Blackberries...
- eschaden

- 4 minutes ago
- 3 min read
I went on a slow morning walk yesterday. None of that push, drive, accumulate miles kind of walk that I usually do...just a slow meandering walk that was intent on discovery, movement and presence. It was so lovely.
My first encounter was with a lovely calico cat named Lylah. She came running to me like we were long lost friends. Something about a cat that runs to you, makes you feel like you are the best thing ever. I mean, a dog will almost always run to you, but a cat? Kind makes you feel extraordinarily special.
So Lylah and I spent some time together, her talking and me petting. Then she walked with me for a little while...
After my feline companion found interest in other things, I walked along and discovered wild blackberries lined the lane. Mostly on one side, and for the most part, they were not in full bloom. But there were tiny little pockets of well ripened berries and so I popped one into my mouth...very tart. But the next one’s sweetness took me back to my childhood.
I must have been 6 or 7...my grandma died when I was 9 so it had to be closer to the age I am thinking. She lived on a farm in Indiana and we went to visit most summers. Wild blackberries thrived along the fence line between her farm and the next farm up the road. I don’t know where everyone else was, but she and I were home alone and we decided to bake a pie. My grandmother was an excellent cook. Not gourmet, just farm cooking, comfort food at its best. And she was an excellent baker. My mom and I have tried making her fudge for decades since she passed, we have never gotten it even close...
So we decided to bake a pie...but first, we had to walk the road and pick the berries. We began, her with a large basket, me with a smaller one. And we walked and talked and picked. Me eating as many as I picked. Finally, she said, “stop eating them! We won’t have enough for the pie!” I nodded in agreement but made no changes to my behavior.
She was walking in front and I was literally eating the berries out of her basket as she talked and walked. Finally, she turned around and said, “are you still eating the berries?” I shook my head violently no. But my face and hands told a different story...the stains on my hands and face evidence of my guilt. She laughed and we continued picking...
I don’t remember making the pie. But I do remember picking those blackberries...I remember the way my grandma smelled, clean, airy, fresh, softly aerating lily of the valley. And I remember the way those blackberries tasted. I have only experienced a taste like that one more time in my life. It was from a neighbor’s bush that I pilfered a berry from on a walk one evening many years ago. And that one berry brought back my childhood, my grandmother and the taste of those berries growing wild along that country road. I have never tasted anything as wonderful in my life as those berries. And the memory of her and her laughter makes me wistful and full of fondness all at once.
I found no blackberries yesterday that took me back to my childhood in taste, but the experience of walking down a country lane, foraging the berries from their prickly briar, did. And for a moment, once more, she was alive, laughing and there with me.
I am not sure what you think of when you remember your grandmother...but for me, it is blackberries, cats and Lily of Valley perfume. And yesterday, as I walked a redwood laden country lane, she was there with me again, picking blackberries, alive and as real as I was. And it was the best time, again, still...
Sometimes picking blackberries is more than just picking blackberries...sometimes it is your life slowed down so well and balanced that you get to relive a moment long gone, love someone again with a full heart and eating blackberries on some remote country road that feels, like for that moment anyway, time forgot...but you never will.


> Problem to solve: Copy out all the records, word for word.

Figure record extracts
□ □ □ □ □
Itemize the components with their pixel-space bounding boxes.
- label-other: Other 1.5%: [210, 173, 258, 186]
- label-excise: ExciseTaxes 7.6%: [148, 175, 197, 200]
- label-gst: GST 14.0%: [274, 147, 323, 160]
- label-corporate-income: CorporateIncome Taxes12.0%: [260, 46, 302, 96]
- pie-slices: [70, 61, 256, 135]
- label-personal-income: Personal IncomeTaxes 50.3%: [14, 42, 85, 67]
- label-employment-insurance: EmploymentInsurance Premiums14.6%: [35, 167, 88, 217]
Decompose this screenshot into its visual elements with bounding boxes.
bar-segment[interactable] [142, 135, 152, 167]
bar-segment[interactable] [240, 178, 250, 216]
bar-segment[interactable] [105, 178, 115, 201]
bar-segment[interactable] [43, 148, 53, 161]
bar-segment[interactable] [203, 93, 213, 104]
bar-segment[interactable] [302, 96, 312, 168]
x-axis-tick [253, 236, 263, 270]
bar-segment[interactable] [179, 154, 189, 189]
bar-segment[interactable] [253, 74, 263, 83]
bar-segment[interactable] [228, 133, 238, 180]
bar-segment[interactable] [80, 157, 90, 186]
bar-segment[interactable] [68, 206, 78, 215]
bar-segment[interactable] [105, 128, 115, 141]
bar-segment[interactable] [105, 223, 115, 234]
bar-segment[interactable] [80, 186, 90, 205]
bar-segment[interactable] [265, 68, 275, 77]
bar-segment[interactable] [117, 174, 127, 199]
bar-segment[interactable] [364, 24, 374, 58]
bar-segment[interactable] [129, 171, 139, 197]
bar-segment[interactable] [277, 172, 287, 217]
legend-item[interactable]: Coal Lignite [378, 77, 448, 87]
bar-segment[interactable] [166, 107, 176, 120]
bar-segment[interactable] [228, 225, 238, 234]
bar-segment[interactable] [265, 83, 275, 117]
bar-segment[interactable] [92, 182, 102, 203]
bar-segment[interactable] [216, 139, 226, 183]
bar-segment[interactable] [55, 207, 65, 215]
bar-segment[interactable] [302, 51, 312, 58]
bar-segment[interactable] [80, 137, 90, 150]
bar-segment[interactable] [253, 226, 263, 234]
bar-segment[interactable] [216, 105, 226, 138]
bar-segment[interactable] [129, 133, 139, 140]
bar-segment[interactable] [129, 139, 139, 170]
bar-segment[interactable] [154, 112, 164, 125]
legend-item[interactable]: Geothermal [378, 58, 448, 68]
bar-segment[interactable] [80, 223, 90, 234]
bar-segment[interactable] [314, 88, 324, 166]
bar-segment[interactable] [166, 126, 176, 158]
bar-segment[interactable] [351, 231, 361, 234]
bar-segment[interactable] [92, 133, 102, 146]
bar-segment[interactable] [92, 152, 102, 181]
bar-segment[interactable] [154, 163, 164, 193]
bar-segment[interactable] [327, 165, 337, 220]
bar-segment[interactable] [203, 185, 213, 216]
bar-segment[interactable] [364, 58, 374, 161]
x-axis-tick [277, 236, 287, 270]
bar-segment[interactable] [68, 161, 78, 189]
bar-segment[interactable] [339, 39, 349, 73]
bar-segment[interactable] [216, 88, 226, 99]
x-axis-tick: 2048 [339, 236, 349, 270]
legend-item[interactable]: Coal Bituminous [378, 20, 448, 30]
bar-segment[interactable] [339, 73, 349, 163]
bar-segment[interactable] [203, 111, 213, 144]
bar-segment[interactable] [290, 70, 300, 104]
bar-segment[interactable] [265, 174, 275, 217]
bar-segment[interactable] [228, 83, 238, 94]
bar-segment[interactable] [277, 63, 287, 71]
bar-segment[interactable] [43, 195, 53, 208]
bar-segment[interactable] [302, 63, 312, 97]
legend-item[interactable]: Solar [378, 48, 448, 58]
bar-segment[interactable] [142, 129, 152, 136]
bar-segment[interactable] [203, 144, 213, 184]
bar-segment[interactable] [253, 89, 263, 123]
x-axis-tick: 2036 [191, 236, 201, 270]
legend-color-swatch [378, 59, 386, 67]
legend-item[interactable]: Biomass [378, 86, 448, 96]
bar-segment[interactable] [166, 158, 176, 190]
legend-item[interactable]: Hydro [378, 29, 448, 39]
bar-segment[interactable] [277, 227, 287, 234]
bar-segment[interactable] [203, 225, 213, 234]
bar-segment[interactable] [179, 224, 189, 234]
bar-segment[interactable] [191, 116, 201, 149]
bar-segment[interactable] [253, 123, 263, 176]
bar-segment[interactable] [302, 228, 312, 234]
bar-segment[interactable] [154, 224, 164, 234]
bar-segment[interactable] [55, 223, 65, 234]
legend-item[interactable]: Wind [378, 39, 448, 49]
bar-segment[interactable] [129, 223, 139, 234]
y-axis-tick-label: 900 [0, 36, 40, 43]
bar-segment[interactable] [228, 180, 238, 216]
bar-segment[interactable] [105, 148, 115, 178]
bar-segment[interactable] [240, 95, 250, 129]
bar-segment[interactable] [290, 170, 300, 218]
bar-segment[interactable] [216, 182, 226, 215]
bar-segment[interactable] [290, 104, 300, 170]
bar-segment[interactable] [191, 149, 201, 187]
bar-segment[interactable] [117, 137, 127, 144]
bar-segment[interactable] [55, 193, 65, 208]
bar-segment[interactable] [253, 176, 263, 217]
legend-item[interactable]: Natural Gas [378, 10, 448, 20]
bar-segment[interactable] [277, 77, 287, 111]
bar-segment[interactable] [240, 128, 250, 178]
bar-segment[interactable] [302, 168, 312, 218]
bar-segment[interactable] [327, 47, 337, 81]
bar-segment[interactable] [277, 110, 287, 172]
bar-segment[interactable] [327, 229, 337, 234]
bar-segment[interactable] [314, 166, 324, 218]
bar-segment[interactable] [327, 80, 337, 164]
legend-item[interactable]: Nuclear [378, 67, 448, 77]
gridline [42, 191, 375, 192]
□ □ □ □ □
> Result of the task:
Itemize the components with their pixel-space bounding boxes.
- label-other: Other 1.5%: [210, 173, 258, 186]
- label-excise: ExciseTaxes 7.6%: [148, 175, 197, 200]
- label-gst: GST 14.0%: [274, 147, 323, 160]
- label-corporate-income: CorporateIncome Taxes12.0%: [260, 46, 302, 96]
- pie-slices: [70, 61, 256, 135]
- label-personal-income: Personal IncomeTaxes 50.3%: [14, 42, 85, 67]
- label-employment-insurance: EmploymentInsurance Premiums14.6%: [35, 167, 88, 217]
Decompose this screenshot into its visual elements with bounding boxes.
bar-segment[interactable] [142, 135, 152, 167]
bar-segment[interactable] [240, 178, 250, 216]
bar-segment[interactable] [105, 178, 115, 201]
bar-segment[interactable] [43, 148, 53, 161]
bar-segment[interactable] [203, 93, 213, 104]
bar-segment[interactable] [302, 96, 312, 168]
x-axis-tick [253, 236, 263, 270]
bar-segment[interactable] [179, 154, 189, 189]
bar-segment[interactable] [253, 74, 263, 83]
bar-segment[interactable] [228, 133, 238, 180]
bar-segment[interactable] [80, 157, 90, 186]
bar-segment[interactable] [68, 206, 78, 215]
bar-segment[interactable] [105, 128, 115, 141]
bar-segment[interactable] [105, 223, 115, 234]
bar-segment[interactable] [80, 186, 90, 205]
bar-segment[interactable] [265, 68, 275, 77]
bar-segment[interactable] [117, 174, 127, 199]
bar-segment[interactable] [364, 24, 374, 58]
bar-segment[interactable] [129, 171, 139, 197]
bar-segment[interactable] [277, 172, 287, 217]
legend-item[interactable]: Coal Lignite [378, 77, 448, 87]
bar-segment[interactable] [166, 107, 176, 120]
bar-segment[interactable] [228, 225, 238, 234]
bar-segment[interactable] [265, 83, 275, 117]
bar-segment[interactable] [92, 182, 102, 203]
bar-segment[interactable] [216, 139, 226, 183]
bar-segment[interactable] [55, 207, 65, 215]
bar-segment[interactable] [302, 51, 312, 58]
bar-segment[interactable] [80, 137, 90, 150]
bar-segment[interactable] [253, 226, 263, 234]
bar-segment[interactable] [216, 105, 226, 138]
bar-segment[interactable] [129, 133, 139, 140]
bar-segment[interactable] [129, 139, 139, 170]
bar-segment[interactable] [154, 112, 164, 125]
legend-item[interactable]: Geothermal [378, 58, 448, 68]
bar-segment[interactable] [80, 223, 90, 234]
bar-segment[interactable] [314, 88, 324, 166]
bar-segment[interactable] [166, 126, 176, 158]
bar-segment[interactable] [351, 231, 361, 234]
bar-segment[interactable] [92, 133, 102, 146]
bar-segment[interactable] [92, 152, 102, 181]
bar-segment[interactable] [154, 163, 164, 193]
bar-segment[interactable] [327, 165, 337, 220]
bar-segment[interactable] [203, 185, 213, 216]
bar-segment[interactable] [364, 58, 374, 161]
x-axis-tick [277, 236, 287, 270]
bar-segment[interactable] [68, 161, 78, 189]
bar-segment[interactable] [339, 39, 349, 73]
bar-segment[interactable] [216, 88, 226, 99]
x-axis-tick: 2048 [339, 236, 349, 270]
legend-item[interactable]: Coal Bituminous [378, 20, 448, 30]
bar-segment[interactable] [339, 73, 349, 163]
bar-segment[interactable] [203, 111, 213, 144]
bar-segment[interactable] [290, 70, 300, 104]
bar-segment[interactable] [265, 174, 275, 217]
bar-segment[interactable] [228, 83, 238, 94]
bar-segment[interactable] [277, 63, 287, 71]
bar-segment[interactable] [43, 195, 53, 208]
bar-segment[interactable] [302, 63, 312, 97]
legend-item[interactable]: Solar [378, 48, 448, 58]
bar-segment[interactable] [142, 129, 152, 136]
bar-segment[interactable] [203, 144, 213, 184]
bar-segment[interactable] [253, 89, 263, 123]
x-axis-tick: 2036 [191, 236, 201, 270]
legend-color-swatch [378, 59, 386, 67]
legend-item[interactable]: Biomass [378, 86, 448, 96]
bar-segment[interactable] [166, 158, 176, 190]
legend-item[interactable]: Hydro [378, 29, 448, 39]
bar-segment[interactable] [277, 227, 287, 234]
bar-segment[interactable] [203, 225, 213, 234]
bar-segment[interactable] [179, 224, 189, 234]
bar-segment[interactable] [191, 116, 201, 149]
bar-segment[interactable] [253, 123, 263, 176]
bar-segment[interactable] [302, 228, 312, 234]
bar-segment[interactable] [154, 224, 164, 234]
bar-segment[interactable] [55, 223, 65, 234]
legend-item[interactable]: Wind [378, 39, 448, 49]
bar-segment[interactable] [129, 223, 139, 234]
y-axis-tick-label: 900 [0, 36, 40, 43]
bar-segment[interactable] [228, 180, 238, 216]
bar-segment[interactable] [105, 148, 115, 178]
bar-segment[interactable] [240, 95, 250, 129]
bar-segment[interactable] [290, 170, 300, 218]
bar-segment[interactable] [216, 182, 226, 215]
bar-segment[interactable] [290, 104, 300, 170]
bar-segment[interactable] [191, 149, 201, 187]
bar-segment[interactable] [117, 137, 127, 144]
bar-segment[interactable] [55, 193, 65, 208]
bar-segment[interactable] [253, 176, 263, 217]
legend-item[interactable]: Natural Gas [378, 10, 448, 20]
bar-segment[interactable] [277, 77, 287, 111]
bar-segment[interactable] [240, 128, 250, 178]
bar-segment[interactable] [302, 168, 312, 218]
bar-segment[interactable] [327, 47, 337, 81]
bar-segment[interactable] [277, 110, 287, 172]
bar-segment[interactable] [327, 229, 337, 234]
bar-segment[interactable] [314, 166, 324, 218]
bar-segment[interactable] [327, 80, 337, 164]
legend-item[interactable]: Nuclear [378, 67, 448, 77]
gridline [42, 191, 375, 192]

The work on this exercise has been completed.